Moving Furniture Records

With Seeking the intimacy of silence we see the return of Haarvöl with their 5th album for Moving Furniture Records. On this album they work together with Martijn Comes, and Xoán-Xil López. Seeking the intimacy of silence is released as CD mastered by Jos Smolders in beautiful artwork by José Carneiro

About Seeking the intimacy of silence

One of the things the pandemic brought us was an eerie silence: imposed, artificial. Together with the silence, it brought a concomitant isolation. It left its mark on all of us, in different ways, but a distinct mark which still remains today. This new release which we bring you now, holds, at its core, this recent experience. That is why we wanted to address what we decided to call a kind of intimacy with silence. Above all, it is a question of highlighting the difference between the previous artificiality and imposition by another relationship: now free, now real. To be intimate with silence is to recognise its existence and importance (as Cage taught us many decades ago) and thus to attempt an approximation to try to bring reality into the sounds we have built. A part of that reality, at least, the one that is detached from anaesthesia; the one whose silence is active. The pandemic and the forced isolation brought us another need: to be with others again, to share life and reality (without screens or other devices to disguise the distance). That’s also why this record was built in a different logic from all our previous ones: in face-to-face sessions, in which the tracks were being built in a live environment that we had never tried before. What is heard has been played and experienced in a continuous sound dialogue, and yet without a safety net. Perhaps the pandemic has brought us closer together and more eager to enjoy the present. It was, therefore, the sounds that approached and brought us closer to this longed-for conviviality with the idea of silence. Togetherness extended to the collaborations we love so much. To collaborate is to enhance sharing. On this record, we can hear Martijn Comes’s guitar or Xoán-Xil López’s cello in a crossing of intentionalities and sounds that feed our desired approach. A few words, too, for the importance of words. On this album, we built the track titles as if they were a poem. It was a deliberate choice to preserve its unity, its whole. This is an album that refuses the fragmentary, but rather is made of fragments. Fragments of a whole. And that whole is the result of this kind of poetic metaphor that is embodied in its title. May the approach to silence thus be an allegory of a time and reality that are ours and with which we want to interact intensely, even if we interfere in its most intimate moments, or in other words, its silences… Indeed, Cage again, or memory as a device to nullify distance.

Reviews

Vital Weekly, Frans de Waard I announced the previous release by the Portuguese group Haarvöl as a highlight of the week (Vital Weekly 1347). They now return with a new record and work with other musicians, but if I understand well, not from face-to-face sessions, but via long-distance collaboration. Martijn Comes plays the guitar, and Xoán-Xil López sends in his cello playing (although I assumed he is a full-time member by now, also being part of earlier records). The core of Haarvöl is the duo of Fernando José Pereira and João Faria, and they operate the electronics, analogue and digital, I think. We’re informed that the music on this album is created like a poem, refuses the fragmentary, but rather is made of fragments, and it’s one whole album. Atmospherics play an all-important role in the music of this group, and for me, it works best if there are these beautiful, hermetically closed drones. The final two pieces here, ‘A wishful gesture… utopian’ and ‘difference and the other self’, are fine examples of that style. The clear addition of guitar and cello took some time for me to adjust. ‘a sombre description of the now’ is a piece in which both Comes and López shine, and the music has an open character, and it has a more orchestral character. That’s a new thing for Haarvöl, and after some listening rounds, I got used to it. It makes the music now two slightly different things, meaning an extension of what they do. Perhaps this will be something that they will continue. As much as I love their pure drone approach, I can imagine that one day it will be time to move on because, let’s be honest, how many drone records can you do? Going in this direction would undoubtedly work, I think. I’m already looking forward to hearing whatever they come up with next.

CD limited to 200 copies or digital available in our webshop

Or find the album in your prefered streaming service here: https://orcd.co/haarvol-seeking

Haarvöl

Picture by Vasco Célio

Haarvöl is an electronic/experimental project based in Portugal and working since the end of 2012. In its core there are Fernando José Pereira and João Faria, but since the beginning it is open for collaborations with others. As already happened with Paulo Rodrigues and Xóan-Xil López (a Spanish expert on field recordings) and, lately, with the joining of Rui Manuel Vieira (a visual artist) who is now the responsible for the all the visuals of the band.

Haarvöl’s music is conceptually developed as the exploration of the properties of sound in order to achieve cinematic and imaging environments. The sounds are not restricted to their medial origins: both digital and analogue sources are used and mixed in intricate compositions with special attention to detail.

The emphasis on non-illustrative interaction of sound with images is evident in the videos purposely prepared for certain compositions.

They have collaborated with Xóan-Xil López, Joana Gama, Martijn Comes, among others.

Haarvöl has releases music on Moving Furniture Records, Crónica, PAD/Easy Pieces, and Edições Amateur.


Where does the word "tracing" appear in the entries below? Copy each line that holds it.
Top of RECORDS FOR THE TASK
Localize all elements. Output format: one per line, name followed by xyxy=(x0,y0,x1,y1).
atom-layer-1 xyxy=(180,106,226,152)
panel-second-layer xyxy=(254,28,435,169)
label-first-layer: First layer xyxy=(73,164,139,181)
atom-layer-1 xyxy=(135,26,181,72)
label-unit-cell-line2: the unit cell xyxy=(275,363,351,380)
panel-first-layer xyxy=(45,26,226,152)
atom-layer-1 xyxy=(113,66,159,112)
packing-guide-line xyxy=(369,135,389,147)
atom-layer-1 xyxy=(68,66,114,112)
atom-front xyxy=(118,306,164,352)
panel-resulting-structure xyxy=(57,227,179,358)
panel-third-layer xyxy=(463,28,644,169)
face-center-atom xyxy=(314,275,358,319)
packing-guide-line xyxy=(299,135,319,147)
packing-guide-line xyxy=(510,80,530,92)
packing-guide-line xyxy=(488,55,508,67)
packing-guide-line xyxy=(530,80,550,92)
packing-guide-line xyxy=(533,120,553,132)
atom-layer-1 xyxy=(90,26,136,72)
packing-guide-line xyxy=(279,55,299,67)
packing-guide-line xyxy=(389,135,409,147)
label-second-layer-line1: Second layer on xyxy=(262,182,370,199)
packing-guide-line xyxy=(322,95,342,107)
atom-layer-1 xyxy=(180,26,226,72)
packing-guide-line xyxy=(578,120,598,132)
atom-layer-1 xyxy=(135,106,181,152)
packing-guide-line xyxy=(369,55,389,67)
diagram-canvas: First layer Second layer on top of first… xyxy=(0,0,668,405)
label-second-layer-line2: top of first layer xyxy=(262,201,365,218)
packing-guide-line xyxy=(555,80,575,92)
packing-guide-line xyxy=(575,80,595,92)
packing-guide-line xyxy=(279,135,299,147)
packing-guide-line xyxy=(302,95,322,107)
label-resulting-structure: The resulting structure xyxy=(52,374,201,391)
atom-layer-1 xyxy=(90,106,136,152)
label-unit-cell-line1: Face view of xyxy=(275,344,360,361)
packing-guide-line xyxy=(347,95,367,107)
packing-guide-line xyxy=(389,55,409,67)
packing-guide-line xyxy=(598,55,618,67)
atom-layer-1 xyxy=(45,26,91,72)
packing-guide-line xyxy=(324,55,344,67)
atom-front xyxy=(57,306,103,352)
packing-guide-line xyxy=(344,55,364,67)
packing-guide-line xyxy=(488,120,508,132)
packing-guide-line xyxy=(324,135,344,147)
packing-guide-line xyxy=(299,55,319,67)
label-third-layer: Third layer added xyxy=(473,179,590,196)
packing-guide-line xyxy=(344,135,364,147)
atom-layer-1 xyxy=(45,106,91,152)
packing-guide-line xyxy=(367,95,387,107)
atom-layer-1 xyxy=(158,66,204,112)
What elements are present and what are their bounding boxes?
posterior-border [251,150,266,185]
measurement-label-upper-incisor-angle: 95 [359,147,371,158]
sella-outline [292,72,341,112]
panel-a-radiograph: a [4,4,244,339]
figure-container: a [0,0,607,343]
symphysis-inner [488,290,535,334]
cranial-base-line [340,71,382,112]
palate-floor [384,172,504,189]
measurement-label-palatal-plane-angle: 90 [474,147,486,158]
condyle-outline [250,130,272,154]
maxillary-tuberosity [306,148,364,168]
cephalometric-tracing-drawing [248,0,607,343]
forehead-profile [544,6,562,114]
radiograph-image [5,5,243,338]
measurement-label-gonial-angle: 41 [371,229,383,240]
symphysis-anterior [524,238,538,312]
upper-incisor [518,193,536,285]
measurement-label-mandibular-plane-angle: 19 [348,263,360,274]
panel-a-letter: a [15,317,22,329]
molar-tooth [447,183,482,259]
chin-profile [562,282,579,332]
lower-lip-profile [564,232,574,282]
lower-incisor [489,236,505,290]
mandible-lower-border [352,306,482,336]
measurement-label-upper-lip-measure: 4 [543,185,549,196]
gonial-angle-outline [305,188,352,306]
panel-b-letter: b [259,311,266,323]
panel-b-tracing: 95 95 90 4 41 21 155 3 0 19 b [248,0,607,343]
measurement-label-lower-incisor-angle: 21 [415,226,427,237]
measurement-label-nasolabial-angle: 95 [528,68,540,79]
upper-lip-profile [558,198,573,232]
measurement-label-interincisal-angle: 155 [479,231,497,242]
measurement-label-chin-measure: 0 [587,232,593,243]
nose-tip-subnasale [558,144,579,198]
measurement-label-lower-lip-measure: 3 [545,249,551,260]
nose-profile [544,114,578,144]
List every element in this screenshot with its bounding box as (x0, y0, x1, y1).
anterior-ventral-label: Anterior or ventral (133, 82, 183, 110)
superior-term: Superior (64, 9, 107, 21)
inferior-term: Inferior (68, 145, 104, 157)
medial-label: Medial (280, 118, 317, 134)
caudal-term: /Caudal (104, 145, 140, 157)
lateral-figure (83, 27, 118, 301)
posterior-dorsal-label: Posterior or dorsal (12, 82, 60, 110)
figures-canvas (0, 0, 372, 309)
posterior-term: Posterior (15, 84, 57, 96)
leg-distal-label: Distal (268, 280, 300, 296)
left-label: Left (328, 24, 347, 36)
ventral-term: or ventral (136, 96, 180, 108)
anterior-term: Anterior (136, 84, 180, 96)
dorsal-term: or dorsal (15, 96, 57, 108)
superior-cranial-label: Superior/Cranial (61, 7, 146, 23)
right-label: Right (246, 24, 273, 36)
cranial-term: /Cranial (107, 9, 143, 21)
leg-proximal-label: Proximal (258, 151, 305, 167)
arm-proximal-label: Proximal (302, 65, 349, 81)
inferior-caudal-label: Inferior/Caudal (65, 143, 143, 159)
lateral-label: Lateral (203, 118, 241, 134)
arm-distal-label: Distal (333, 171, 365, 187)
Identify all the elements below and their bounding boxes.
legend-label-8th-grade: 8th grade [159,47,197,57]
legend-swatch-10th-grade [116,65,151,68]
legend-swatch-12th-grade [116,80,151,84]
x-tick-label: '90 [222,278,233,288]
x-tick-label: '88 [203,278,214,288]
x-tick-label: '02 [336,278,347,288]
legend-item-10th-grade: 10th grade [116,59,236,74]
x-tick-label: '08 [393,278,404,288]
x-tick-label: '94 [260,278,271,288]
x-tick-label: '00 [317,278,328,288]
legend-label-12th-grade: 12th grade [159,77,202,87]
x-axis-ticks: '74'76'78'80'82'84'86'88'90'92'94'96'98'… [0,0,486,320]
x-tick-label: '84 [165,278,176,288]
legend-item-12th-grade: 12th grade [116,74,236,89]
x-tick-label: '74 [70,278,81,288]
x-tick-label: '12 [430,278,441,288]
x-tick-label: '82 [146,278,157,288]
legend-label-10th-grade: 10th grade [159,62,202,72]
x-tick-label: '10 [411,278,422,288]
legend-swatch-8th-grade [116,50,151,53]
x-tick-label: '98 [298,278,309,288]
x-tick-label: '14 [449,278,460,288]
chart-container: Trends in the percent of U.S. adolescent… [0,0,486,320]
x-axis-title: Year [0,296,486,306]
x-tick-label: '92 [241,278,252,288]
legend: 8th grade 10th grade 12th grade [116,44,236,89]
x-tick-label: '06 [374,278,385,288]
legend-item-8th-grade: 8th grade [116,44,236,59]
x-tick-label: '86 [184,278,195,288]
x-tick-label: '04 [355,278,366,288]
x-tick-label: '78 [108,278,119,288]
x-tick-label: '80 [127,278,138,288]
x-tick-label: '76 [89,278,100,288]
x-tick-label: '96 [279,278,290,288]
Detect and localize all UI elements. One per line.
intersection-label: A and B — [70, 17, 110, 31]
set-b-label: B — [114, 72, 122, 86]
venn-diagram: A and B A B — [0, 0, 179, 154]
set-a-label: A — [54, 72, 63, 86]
Bottom of RECORDS FOR THE TASK
• [SOLUTION TO THE PROBLEM]
cephalometric-tracing-drawing [248,0,607,343]
panel-b-tracing: 95 95 90 4 41 21 155 3 0 19 b [248,0,607,343]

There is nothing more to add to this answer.